Has social media broken our brains?: Digital natives
New to mental health
I was fifteen in rural Arkansas. The nearest openly queer adult I knew about ran a salon forty minutes away and didn’t talk about it at church. The internet connection in my bedroom was the only door that opened onto a room where I could exist.
Tumblr wasn’t designed for me. But the community I found there — artists, teenagers in rural England and suburban Texas, a weird cluster from the Philippines obsessed with the same anime — told me the thing I was most afraid of about myself was ordinary. Not brave. Not tragic. A Tuesday. That reframe saved my life.
The anxious generation camp would like me to know social media is destroying my generation. I’d like them to know that their version of concern — where the only story about young people and screens is damage — erases every kid the platforms kept alive. We are not a footnote. We are millions.
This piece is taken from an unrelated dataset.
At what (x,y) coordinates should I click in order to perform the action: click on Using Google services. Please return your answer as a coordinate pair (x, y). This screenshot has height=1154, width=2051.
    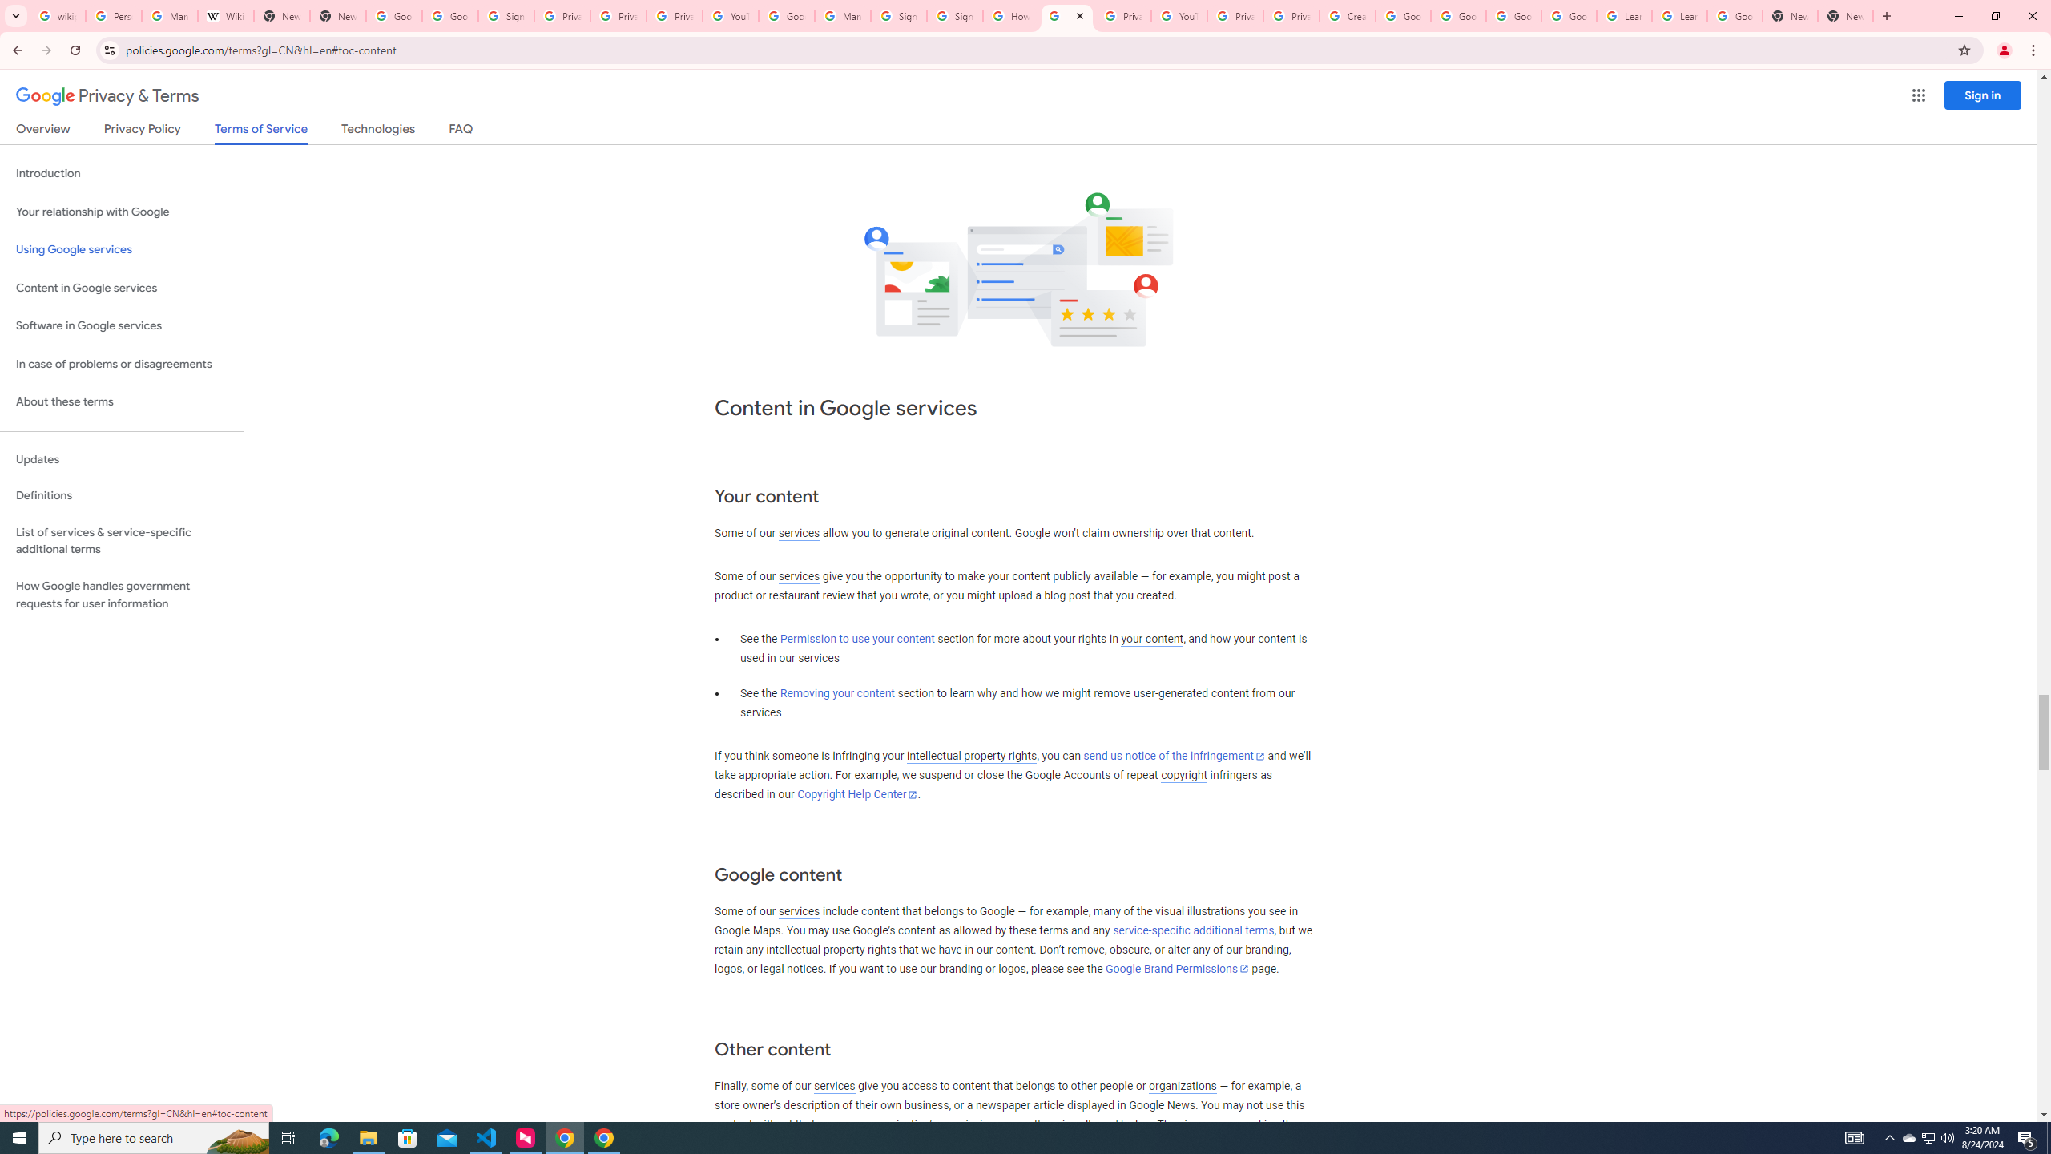
    Looking at the image, I should click on (122, 250).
The mental health data is real. Depression is up. Self-harm is up. These curves started climbing before Instagram existed. They’re steeper in elderly men, who have the least social media use. The countries with the highest teen social media use don’t consistently show the highest teen depression. The anxious generation camp selected a correlation and built a causation story because it has a satisfying villain.
We’re not saying the platforms are fine. Instagram serving self-harm content to depressed kids is indefensible. But regulating algorithmic recommendation is a policy response. Banning teenagers from the internet is a moral panic dressed as child protection. The queer kid, the disabled teenager, the first-gen immigrant navigating two cultures through Discord — those are the kids who lose when the response to a design problem is a ban.
Where we concede ground: Survivorship bias, literally. Molly Russell cannot write this paragraph.
What would change our mind: A study of marginalized youth in restricted-access conditions showing better outcomes without increased isolation.